Review by Michele Showman | January 19, 2007 | Page 13

New York Divided: Slavery and the Civil War, 1815-1870, New York Historical Society, 77th Street and Central Park West, exhibit runs until September 2007. Visit www.nydivided.org.

NEW YORK Divided: Slavery and the Civil War is the second and final installment of the landmark "Slavery in New York" exhibit. The show, which runs until September 2007, is a thorough examination of the role of slavery in the U.S. economy on both sides of the Mason-Dixon line.

Thirty-eight cents of every dollar spent on cotton ended up in the accounts receivable of New York counting houses, the precursors of today's Citigroup and Brown Brothers Harriman.

The abolitionists of the 1840s worked hard to popularize their ideas in every literary form available: journalism, children's books, pamphlets secular and religious, broadsides set to music and novels such as Uncle Tom's Cabin. The wealth of writing attests to the vitality of the abolitionist movement: a piece of American history long overdue for sympathetic public review.

The exhibit gives a sharp look at the preconditions for the cotton trade: the inventions of mechanized weaving and cotton seed pod removal and the engineering enhancements to the packet ships which transported the cotton across the Atlantic, where they were woven in textile firms like the one managed by Frederick Engels in Manchester, England.

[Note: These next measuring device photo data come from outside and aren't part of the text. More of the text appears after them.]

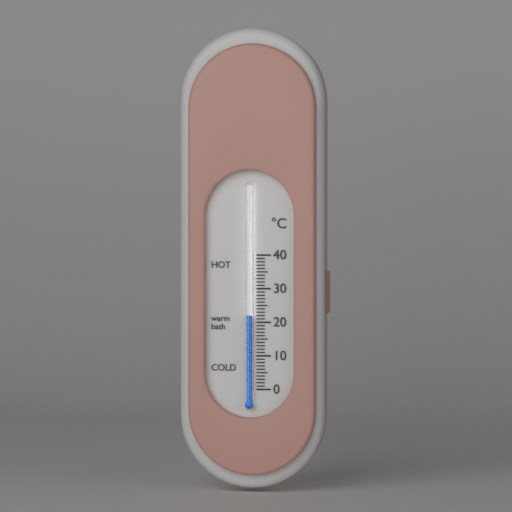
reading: 22 °C
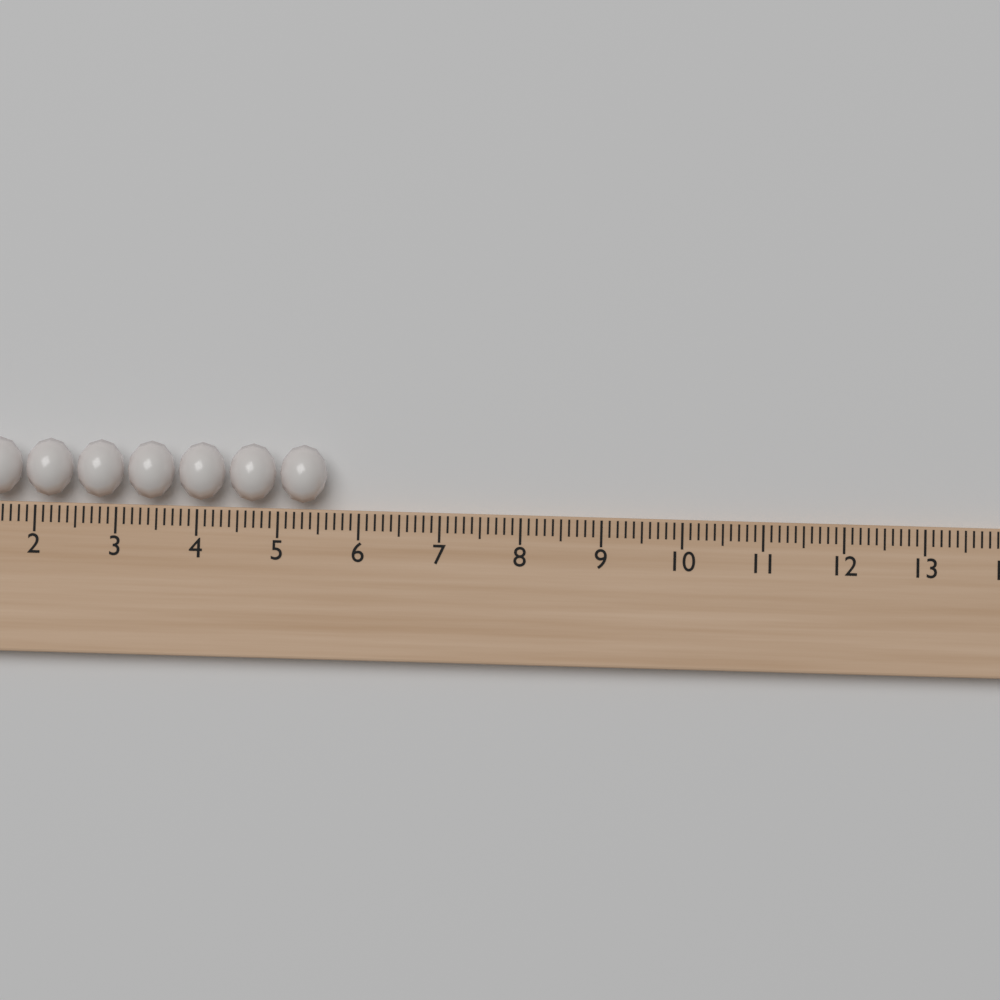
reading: 5.6 (no unit)
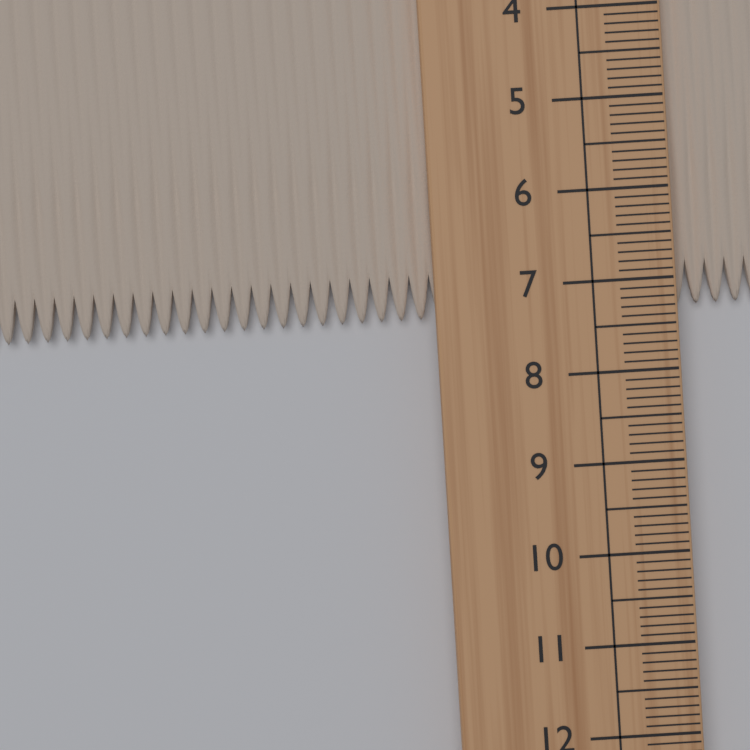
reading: 7.3 cm
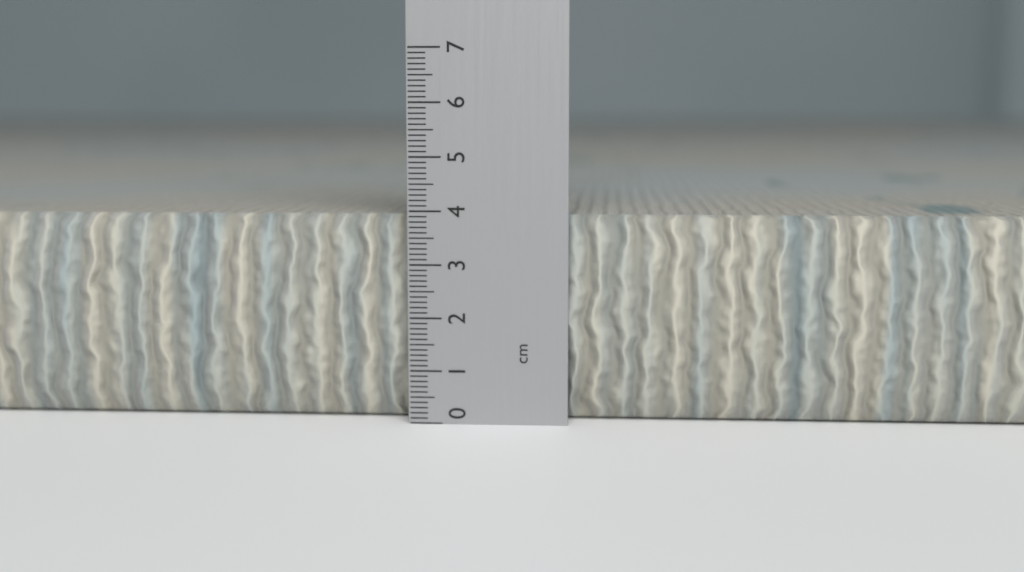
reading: 3.9 cm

Once the technical equipment was ready, imperialism did the rest, cleansing modern-day Mississippi, Alabama and Florida of their American Indian inhabitants, and expropriating the grounds where they'd hunted for millennia. The planter oligarchy snatched up the lands for cotton and then marched nearly a million slaves into the labor vacuum, while the registers of the New York counting houses chimed again on the sales profits.

Here were born the dividing issues that American capitalism uses today to withering effect: setting working-class whites against Blacks, and women against men to undermine the healthy alliance between female suffrage and abolitionism.

The dependence of enslaved Blacks on emancipated family members suggests the division between the documented and undocumented in immigrant families today. We even see a sample care package sent by a freed African American woman in the North to her enslaved kin.

On the culture front, there emerged racist, black-face minstrelsy, as well as "Master Juba," a freed slave choreographer who fused the rigid, upright torso of Irish step dancing with the swooping movements of western African folk dance, a dress rehearsal for what would become tap and jazz dancing. The anti-abolitionist attacks of 1834 and the draft riots incited partly by a New York pro-slavery mayor are examined through contemporary journalism and imagery.

The exhibit is a lively and rigorous look at slavery's past. The price is $10, with free admission on Fridays between 6 and 8 p.m.